Let‘s Search all landing stratoliners,
Come block the highways east and west;
Let's raid the Pullmans and the diners,
Let's show a little moral zest!
We want no sinful infiltration,
Three hundred gals are on the prowl,
They’re causing civic consternation,
Bringing forth a civic howl.
They're antisocial dames from Waco,
Now put to flight by state kefauvers,
Three hundred dames for goodness sake-O
Ole Satan o’er our city hovers
Up Captain Seber, also Buster!
Alert the city and the count!
All vigilantes let us muster-
Upon these heads let’s put a bounty
Call out Jim West, his Cadillacs,
We’ll have no sinners sinning here,
Halt all invaders in their tracks
For civic righteousness, let’s cheer.
They're fugitives from Baptist Waco
Converging on Houston, TX
Three hundred gals in Satan's shako
Who put much emphasis on sex
Let’s' warn all hotel house detectives,
Yea at the Shamrock and the Rice,
That all of Waco’s moral defectives
Are swooping on us, in a trice.
We want no flotsam and no jetsam,
No gals from Waco’s dens of vice,
Let’s hope Ole Nick comes forth and gets ‘em
Before they reach our Paradise!
Away! Away! Soiled Magdalenes!
You're got us in a civic hassle:
They'll welcome you in New Orleans.
Posted at
8:43 AM
Labels:
Carl Victor Little (Houston Press Columnist),
Historic Houston Press
Monday, May 02, 2011
Houston & Other Places in Gorgeous Sanborn Insurance Map Titles
Insurance map titles and the word "gorgeous,"not what one would think. But feast your typography-appreciating eyes on the design beauty of Sanborn Insurance map title pages.

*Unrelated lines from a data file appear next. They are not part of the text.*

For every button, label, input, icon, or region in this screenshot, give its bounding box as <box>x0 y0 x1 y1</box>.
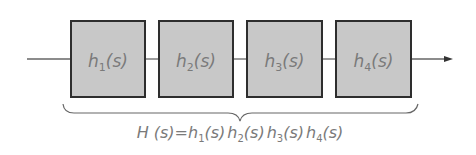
svg-text:h2(s): h2(s) <box>176 51 216 74</box>
block-h1: h1(s) <box>71 21 145 97</box>
block-h3-name: h <box>265 51 276 71</box>
block-h4-name: h <box>354 51 365 71</box>
svg-text:h4(s): h4(s) <box>354 51 394 74</box>
block-h2-name: h <box>176 51 187 71</box>
block-h4: h4(s) <box>336 21 411 97</box>
underbrace <box>63 104 418 121</box>
block-h2: h2(s) <box>159 21 233 97</box>
svg-text:h1(s): h1(s) <box>88 51 128 74</box>
transfer-function-formula: H (s)=h1(s)h2(s)h3(s)h4(s) <box>137 123 344 144</box>
cascade-diagram: h1(s) h2(s) h3(s) h4(s) H (s)=h1(s)h2(s)… <box>0 0 476 155</box>
output-arrow-icon <box>444 56 453 62</box>
block-h1-name: h <box>88 51 99 71</box>
block-h3: h3(s) <box>247 21 322 97</box>
svg-text:h3(s): h3(s) <box>265 51 305 74</box>
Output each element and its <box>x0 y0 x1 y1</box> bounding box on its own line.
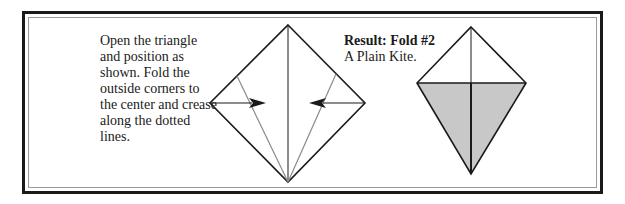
arrow-left-icon <box>309 98 365 108</box>
fold-diagrams <box>0 0 625 204</box>
arrow-right-icon <box>210 98 266 108</box>
crease-line-right <box>288 74 336 182</box>
step-diagram <box>210 25 365 182</box>
crease-line-left <box>237 76 288 182</box>
kite-result-diagram <box>417 27 526 174</box>
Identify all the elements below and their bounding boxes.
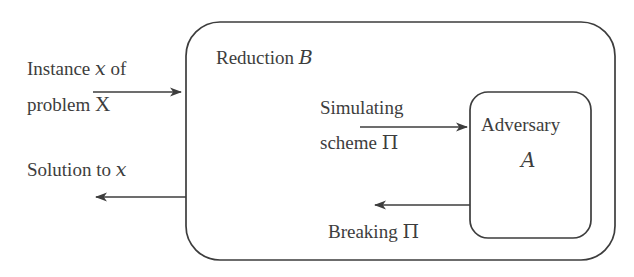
solution-label: Solution to x [27,160,126,179]
reduction-box-label: Reduction B [216,48,313,67]
diagram-vector-layer [0,0,634,277]
problem-label-prefix: problem [27,94,95,115]
reduction-label-prefix: Reduction [216,47,299,68]
simulating-label-line2: scheme Π [320,133,398,152]
instance-label-suffix: of [106,58,127,79]
adversary-box-label: Adversary [481,115,560,134]
instance-label-line2: problem X [27,94,110,115]
adversary-symbol-A: A [521,150,536,170]
scheme-label-prefix: scheme [320,132,382,153]
breaking-symbol-pi: Π [402,220,419,242]
problem-variable-X: X [95,92,110,116]
scheme-symbol-pi: Π [382,131,399,153]
instance-label-prefix: Instance [27,58,95,79]
instance-label-line1: Instance x of [27,59,126,78]
instance-variable-x: x [95,57,106,79]
solution-label-prefix: Solution to [27,159,116,180]
reduction-diagram: Instance x of problem X Solution to x Re… [0,0,634,277]
reduction-symbol-B: B [299,46,313,68]
breaking-label: Breaking Π [328,222,419,241]
simulating-label-line1: Simulating [320,98,403,117]
solution-variable-x: x [116,158,127,180]
breaking-label-prefix: Breaking [328,221,402,242]
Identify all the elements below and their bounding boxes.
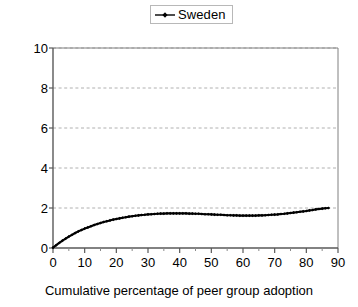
plot-frame	[53, 48, 338, 248]
plot-area	[0, 0, 358, 307]
gridlines	[53, 48, 338, 208]
data-series-sweden	[51, 206, 330, 249]
axis-ticks	[49, 48, 338, 253]
chart-container: Sweden Predicted effect 10 8 6 4 2 0 0 1…	[0, 0, 358, 307]
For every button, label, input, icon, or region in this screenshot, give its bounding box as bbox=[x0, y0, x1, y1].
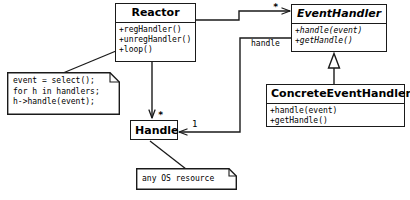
class-box-eventhandler[interactable]: EventHandler +handle(event) +getHandle() bbox=[291, 4, 387, 52]
class-members-reactor: +regHandler() +unregHandler() +loop() bbox=[116, 23, 195, 57]
note-anchor-reactor-loop bbox=[63, 51, 116, 73]
edge-reactor-to-eventhandler bbox=[195, 11, 290, 20]
note-text-reactor-loop: event = select(); for h in handlers; h->… bbox=[13, 76, 114, 108]
class-title-eventhandler: EventHandler bbox=[292, 5, 386, 24]
class-member: +unregHandler() bbox=[119, 35, 192, 45]
multiplicity-reactor-handle: * bbox=[158, 111, 163, 120]
note-line: event = select(); bbox=[13, 76, 114, 87]
class-member: +handle(event) bbox=[295, 26, 383, 36]
multiplicity-reactor-eventhandler: * bbox=[273, 3, 278, 12]
class-members-concreteeventhandler: +handle(event) +getHandle() bbox=[267, 104, 404, 128]
note-text-handle-resource: any OS resource bbox=[142, 174, 231, 185]
class-box-reactor[interactable]: Reactor +regHandler() +unregHandler() +l… bbox=[115, 3, 196, 62]
class-member: +regHandler() bbox=[119, 25, 192, 35]
class-member: +getHandle() bbox=[270, 116, 401, 126]
note-handle-resource: any OS resource bbox=[136, 168, 237, 190]
note-line: any OS resource bbox=[142, 174, 231, 185]
note-line: h->handle(event); bbox=[13, 97, 114, 108]
class-member: +handle(event) bbox=[270, 106, 401, 116]
class-member: +getHandle() bbox=[295, 36, 383, 46]
class-title-reactor: Reactor bbox=[116, 4, 195, 23]
note-anchor-handle-resource bbox=[150, 141, 186, 169]
note-line: for h in handlers; bbox=[13, 87, 114, 98]
class-member: +loop() bbox=[119, 45, 192, 55]
class-members-eventhandler: +handle(event) +getHandle() bbox=[292, 24, 386, 48]
class-box-handle[interactable]: Handle bbox=[130, 120, 178, 140]
class-title-handle: Handle bbox=[131, 121, 177, 140]
edge-label-handle: handle bbox=[251, 40, 280, 48]
class-box-concreteeventhandler[interactable]: ConcreteEventHandler +handle(event) +get… bbox=[266, 84, 405, 127]
edge-concrete-to-eventhandler bbox=[329, 54, 340, 85]
multiplicity-eventhandler-handle: 1 bbox=[192, 120, 197, 129]
uml-diagram-canvas: Reactor +regHandler() +unregHandler() +l… bbox=[0, 0, 410, 200]
class-title-concreteeventhandler: ConcreteEventHandler bbox=[267, 85, 404, 104]
note-reactor-loop: event = select(); for h in handlers; h->… bbox=[7, 72, 120, 115]
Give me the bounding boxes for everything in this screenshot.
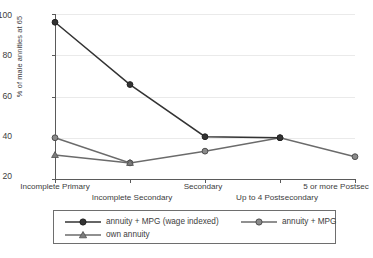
series-layer <box>55 14 355 179</box>
series-annuity-mpg-wage-indexed <box>52 19 283 140</box>
chart-figure: % of male annities at 65 100 80 60 40 20 <box>0 0 373 258</box>
legend-key-filled-circle-icon <box>64 215 102 229</box>
chart-legend: annuity + MPG (wage indexed) annuity + M… <box>53 210 336 244</box>
y-axis-title: % of male annities at 65 <box>15 0 24 122</box>
x-tick-label-secondary: Secondary <box>184 182 223 191</box>
x-tick-mark-2 <box>130 179 131 183</box>
y-tick-label-40: 40 <box>0 131 12 141</box>
legend-entry-annuity-mpg: annuity + MPG <box>240 215 335 229</box>
y-tick-label-100: 100 <box>0 10 12 20</box>
x-tick-label-incomplete-secondary: Incomplete Secondary <box>92 193 173 202</box>
legend-entry-annuity-mpg-wage-indexed: annuity + MPG (wage indexed) <box>64 215 224 229</box>
x-tick-mark-4 <box>280 179 281 183</box>
y-tick-label-80: 80 <box>0 50 12 60</box>
legend-entry-own-annuity: own annuity <box>64 228 184 242</box>
x-tick-label-up-to-4-postsecondary: Up to 4 Postsecondary <box>236 193 318 202</box>
y-tick-label-20: 20 <box>0 171 12 181</box>
legend-key-gray-circle-icon <box>240 215 278 229</box>
legend-label-own-annuity: own annuity <box>106 230 150 239</box>
legend-label-annuity-mpg: annuity + MPG <box>282 217 336 226</box>
plot-area <box>55 14 355 179</box>
x-tick-label-incomplete-primary: Incomplete Primary <box>20 182 90 191</box>
series-own-annuity <box>52 152 134 166</box>
legend-label-annuity-mpg-wage-indexed: annuity + MPG (wage indexed) <box>106 217 219 226</box>
legend-key-triangle-icon <box>64 228 102 242</box>
y-tick-label-60: 60 <box>0 91 12 101</box>
x-tick-label-5-or-more-postsec: 5 or more Postsec <box>303 182 369 191</box>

I've been kind of obsessed with these images since being introduced to them by BibliOdyssey's blog post on them. A google of Houston and Sanborn lead to Sanborn Maps of Texas (which are the source of the above images) from the UT Library Online website.
I've been kind of obsessed with these images since being introduced to them by BibliOdyssey's blog post on them. A google of Houston and Sanborn lead to Sanborn Maps of Texas (which are the source of the above images) from the UT Library Online website.
Posted at
9:47 PM
Labels:
Bibliodyssey,
Other People's Flickr PIctures,
Sanborn Insurance Maps
Friday, April 22, 2011
Houston Might Become Better/Weirder By Addition of Single Person
He won't be attending the downtown campus (where a particularity fantastic professor teaches), but actor/writer/bong smoker James Franco was accepted for the the University of Houston's writing program Fall of 2012.
I look forward to the addition of his "unusually high metabolism for productivity ...the opposite of ADHD: a superhuman ability to focus that allows him to shuttle quickly between projects and to read happily in the midst of chaos." *
The breathless internet tweeting, blogging and facebooking of his every move if he comes to town should make for fun reading.
I look forward to the addition of his "unusually high metabolism for productivity ...the opposite of ADHD: a superhuman ability to focus that allows him to shuttle quickly between projects and to read happily in the midst of chaos." *
The breathless internet tweeting, blogging and facebooking of his every move if he comes to town should make for fun reading.